In 2005, CAJE submitted a complaint to the European Commission on the basis that the UK’s judicial system in respect of these procedures is prohibitively expensive for the vast majority of concerned individuals, community groups and NGOs. The European Commission’s infraction proceedings involve three stages: (1) a letter of formal notice, in which the Commission sets out how a Member State has failed to comply with the requirements of EC law; (2) a Reasoned Opinion – a more detailed examination of the issues; and (3)  referral the case to the European Court of Justice.  In this case, the Commission sent the UK a letter of formal notice in December 2007 and issued a Reasoned Opinion in March 2010.  The case was referred to the European Court in April 2011 and a Hearing held in 2013. Advocate General Kokott’s Opinion was published on 12th September 2013 (available here)

4.  In July 2013, the Ministry of Justice reduced the time limits for bringing a JR in planning cases from three months to six weeks, removed the right to an oral renewal in cases assessed by a judge as “totally without merit” and introduced a new fee for oral renewal of a permission hearing (initially £215). On 4th February 2014, the Ministry of Justice published its response to a consultation on further reforms to JR an also published the Criminal Justice and Courts Bill to give effect to its proposals.  These proposals include: (1) a presumption that interveners bear any costs arising to the parties from their intervention (despite acknowledging that “interveners can add value, supporting the court to establish context and facts”); (2) requiring applicants to provide information on funding at the outset of the case and requiring the courts to have regard to this information in order to consider making costs orders against those who are not a party to the JR; and (3) abolishing the existing ‘Mount Cook principles’ (whereby a claimant’s liability is generally limited to the defendant’s costs of preparing the Acknowledgement of Service), thus requiring unsuccessful claimants to pay the full costs of an oral renewal hearing. In the planning sphere, the Government will establish a Planning Court in the High Court, with a separate list under the supervision of a specialist judge. CAJE has consistently drawn attention to the absence of any empirical evidence to support the assertion that JR acts as a brake on economic recovery and notes that despite significant opposition to virtually all of the proposals, the Government has proceeded with most of them (CAJE responses available on request).
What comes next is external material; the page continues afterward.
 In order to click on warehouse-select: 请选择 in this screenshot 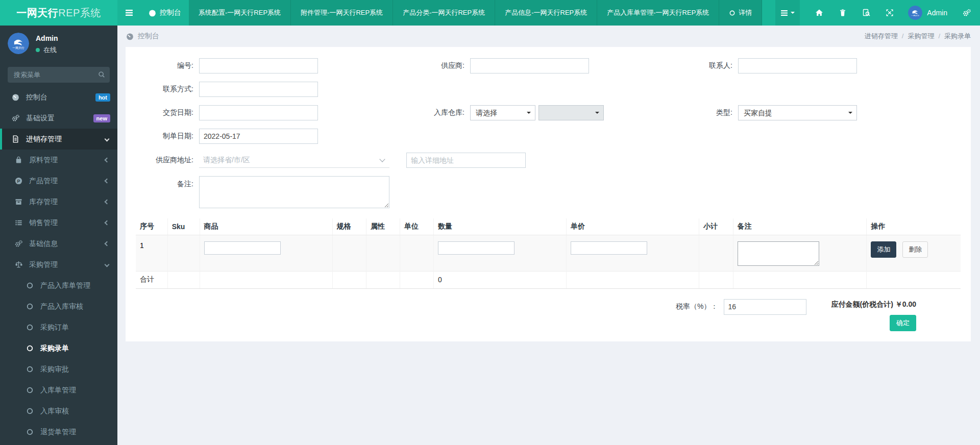, I will do `click(503, 113)`.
5.   See Foreword by the Lord Chancellor and Secretary of State for Justice Chris Grayling.

6.  In 2011, the Aarhus Convention Compliance Committee found the UK in breach of Article 9 of the Convention because it had failed to ensure that environmental litigation in the UK is not “prohibitively expensive”. Similarly, in 2011, the UK Supreme Court referred questions on the meaning of ‘prohibitive expense’ to the Court of Justice of the European Union (CJEU) in the case of ‘Edwards’ (The Queen on the application of David Edwards and Lilian Pallikaropoulos) v (1) the Environment Agency (2) the First Secretary of State (3) the Secretary of State for the Environment, Food & Rural Affairs (Case C-260/11). Judgment of 11th April 2013 available here.

7.  The Court also determined that requiring claimants to provide a financial guarantee (a “cross-undertakings in damages”) for the Court to grant interim relief, for example that construction is not allowed to start until the outcome of the case is known, constitutes an additional element of uncertainty and imprecision on the requirement that proceedings shall not be prohibitively expensive. In the past development has been allowed to proceed before the outcome of the Court proceedings are known resulting in success in the Courts not necessarily preventing the environmental damage being done. This judgment will ensure that cases that are won in the Courts will also be won on the ground.

For press information please contact the Friends of the Earth media team on 020 7566 1649.